Here We Go Again
I first meet Bill Gates while tasked with booking celebrities to promote the UK launch of Windows 95; David Gower, Angela Rippon, Jonathan Ross, Andy Crane, David Emanuel, Carol Vorderman – plus others I will later forget.
Bill is underwhelming – nerdy and beige. Single expression of success, the aspect of the man that will stick in my mind, an embroidered BG on the collar-tip of his diarrhoea-coloured shirt.
Equally unengaging is his lengthy spiel; that everyone will soon own a desktop PC, communicate with ‘e-messages’, and how businesses are going to construct and trade on a World Wide Web (the WWW, or ‘information-superhighway‘ as it is referred to in 1995). But take up is clearly slow and Bill’s MSN dream patently ludicrous. Only Marks and Spencer, Barclays, and Littlewoods (I think) have thus far bought into the new technology, and their ‘websites’ little more than shop window posters – you can’t do anything with them. We shuffle in our seats.
We are issued with pointless ‘e-message’ addresses. Pointless, for no one else has such a thing, so we can only communicate among ourselves, with Microsoft employees, and Bill. We try not to smirk while pocketing our considerable cheques.
Anyway, with limitless free Microsoft software, and being a little nerdy, I undertake to waste some time and build my first pointless business website.
But it isn’t pointless. Bill is right. 27 years later, we all own computing devices, rely upon email, and every individual and business wishing to compete requires a web-presence – even a writer.
So, here I go again, designing another website. A bit of a daunting prospect to be honest. But creating these pages, even for an old fella, is proving considerably less taxing than the technical grapple, the code-editing, blue-screen-inducing, instruction-manual-requiring, never-ending FrontPage 1.0 experience of the mid-nineties.
Bill wasn’t always right though. While launching Windows 98 he told us that photo-quality printing would be the ‘next big thing’. He was wrong. The next big thing would be this screen you’re looking at. The photo-quality display superseded the printer, and in doing so proved Bill Gates fallible.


What is expected is a word-for-word copy of all the entries.
[[ LISTED RECORDS, beginning ]]
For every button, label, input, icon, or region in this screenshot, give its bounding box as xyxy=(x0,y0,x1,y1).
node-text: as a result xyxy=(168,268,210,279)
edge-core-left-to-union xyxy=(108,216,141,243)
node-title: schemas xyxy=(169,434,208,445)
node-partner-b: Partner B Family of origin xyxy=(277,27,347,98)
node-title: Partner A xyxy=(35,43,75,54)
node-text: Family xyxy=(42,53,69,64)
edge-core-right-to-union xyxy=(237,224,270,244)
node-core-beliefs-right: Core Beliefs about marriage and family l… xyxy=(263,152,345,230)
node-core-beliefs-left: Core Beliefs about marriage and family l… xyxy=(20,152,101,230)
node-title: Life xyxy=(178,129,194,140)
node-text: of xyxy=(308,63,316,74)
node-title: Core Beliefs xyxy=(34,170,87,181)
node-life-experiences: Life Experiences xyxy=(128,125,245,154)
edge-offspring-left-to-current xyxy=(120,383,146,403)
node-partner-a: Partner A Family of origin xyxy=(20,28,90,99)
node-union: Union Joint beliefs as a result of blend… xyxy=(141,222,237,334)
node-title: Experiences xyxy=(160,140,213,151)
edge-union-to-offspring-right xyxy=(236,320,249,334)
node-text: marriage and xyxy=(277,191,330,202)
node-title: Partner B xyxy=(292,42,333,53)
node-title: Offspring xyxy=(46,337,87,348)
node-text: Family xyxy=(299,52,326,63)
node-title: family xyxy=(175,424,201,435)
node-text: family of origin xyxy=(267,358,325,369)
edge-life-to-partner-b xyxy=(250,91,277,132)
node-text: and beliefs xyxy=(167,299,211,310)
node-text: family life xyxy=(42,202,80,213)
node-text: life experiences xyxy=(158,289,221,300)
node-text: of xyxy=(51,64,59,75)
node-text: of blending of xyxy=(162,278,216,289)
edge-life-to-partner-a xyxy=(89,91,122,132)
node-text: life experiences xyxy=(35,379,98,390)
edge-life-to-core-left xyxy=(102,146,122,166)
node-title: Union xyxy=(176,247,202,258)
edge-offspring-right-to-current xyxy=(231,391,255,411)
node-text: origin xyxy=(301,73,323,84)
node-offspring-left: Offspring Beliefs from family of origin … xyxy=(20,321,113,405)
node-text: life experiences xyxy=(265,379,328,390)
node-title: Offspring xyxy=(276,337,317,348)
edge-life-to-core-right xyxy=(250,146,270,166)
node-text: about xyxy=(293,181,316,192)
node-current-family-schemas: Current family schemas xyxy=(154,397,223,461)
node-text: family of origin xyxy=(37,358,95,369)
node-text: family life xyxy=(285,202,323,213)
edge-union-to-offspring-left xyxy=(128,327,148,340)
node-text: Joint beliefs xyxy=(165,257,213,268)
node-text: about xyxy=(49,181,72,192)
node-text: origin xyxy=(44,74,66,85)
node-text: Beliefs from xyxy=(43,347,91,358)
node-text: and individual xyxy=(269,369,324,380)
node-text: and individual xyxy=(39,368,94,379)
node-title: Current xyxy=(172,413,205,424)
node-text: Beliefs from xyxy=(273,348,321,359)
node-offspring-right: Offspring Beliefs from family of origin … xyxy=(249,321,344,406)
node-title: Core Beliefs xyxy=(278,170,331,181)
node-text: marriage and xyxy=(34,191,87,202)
[[ LISTED RECORDS, end ]]
(SOLUTION FOR THIS EXERCISE)
For every button, label, input, icon, or region in this screenshot, give its bounding box as xyxy=(x0,y0,x1,y1).
node-text: as a result xyxy=(168,268,210,279)
edge-core-left-to-union xyxy=(108,216,141,243)
node-title: schemas xyxy=(169,434,208,445)
node-partner-b: Partner B Family of origin xyxy=(277,27,347,98)
node-title: Partner A xyxy=(35,43,75,54)
node-text: Family xyxy=(42,53,69,64)
edge-core-right-to-union xyxy=(237,224,270,244)
node-core-beliefs-right: Core Beliefs about marriage and family l… xyxy=(263,152,345,230)
node-core-beliefs-left: Core Beliefs about marriage and family l… xyxy=(20,152,101,230)
node-title: Life xyxy=(178,129,194,140)
node-text: of xyxy=(308,63,316,74)
node-title: Core Beliefs xyxy=(34,170,87,181)
node-life-experiences: Life Experiences xyxy=(128,125,245,154)
edge-offspring-left-to-current xyxy=(120,383,146,403)
node-partner-a: Partner A Family of origin xyxy=(20,28,90,99)
node-union: Union Joint beliefs as a result of blend… xyxy=(141,222,237,334)
node-title: Experiences xyxy=(160,140,213,151)
edge-union-to-offspring-right xyxy=(236,320,249,334)
node-text: marriage and xyxy=(277,191,330,202)
node-title: Partner B xyxy=(292,42,333,53)
node-title: Offspring xyxy=(46,337,87,348)
node-text: Family xyxy=(299,52,326,63)
node-title: family xyxy=(175,424,201,435)
node-text: family of origin xyxy=(267,358,325,369)
edge-life-to-partner-b xyxy=(250,91,277,132)
node-text: and beliefs xyxy=(167,299,211,310)
node-text: family life xyxy=(42,202,80,213)
node-text: life experiences xyxy=(158,289,221,300)
node-text: of xyxy=(51,64,59,75)
node-text: of blending of xyxy=(162,278,216,289)
edge-life-to-partner-a xyxy=(89,91,122,132)
node-text: life experiences xyxy=(35,379,98,390)
edge-life-to-core-left xyxy=(102,146,122,166)
node-title: Union xyxy=(176,247,202,258)
edge-offspring-right-to-current xyxy=(231,391,255,411)
node-text: origin xyxy=(301,73,323,84)
node-offspring-left: Offspring Beliefs from family of origin … xyxy=(20,321,113,405)
node-text: life experiences xyxy=(265,379,328,390)
node-title: Offspring xyxy=(276,337,317,348)
edge-life-to-core-right xyxy=(250,146,270,166)
node-text: about xyxy=(293,181,316,192)
node-current-family-schemas: Current family schemas xyxy=(154,397,223,461)
node-text: family of origin xyxy=(37,358,95,369)
node-text: family life xyxy=(285,202,323,213)
edge-union-to-offspring-left xyxy=(128,327,148,340)
node-text: Joint beliefs xyxy=(165,257,213,268)
node-text: about xyxy=(49,181,72,192)
node-text: origin xyxy=(44,74,66,85)
node-text: Beliefs from xyxy=(43,347,91,358)
node-text: and individual xyxy=(269,369,324,380)
node-text: and individual xyxy=(39,368,94,379)
node-title: Current xyxy=(172,413,205,424)
node-text: Beliefs from xyxy=(273,348,321,359)
node-offspring-right: Offspring Beliefs from family of origin … xyxy=(249,321,344,406)
node-title: Core Beliefs xyxy=(278,170,331,181)
node-text: marriage and xyxy=(34,191,87,202)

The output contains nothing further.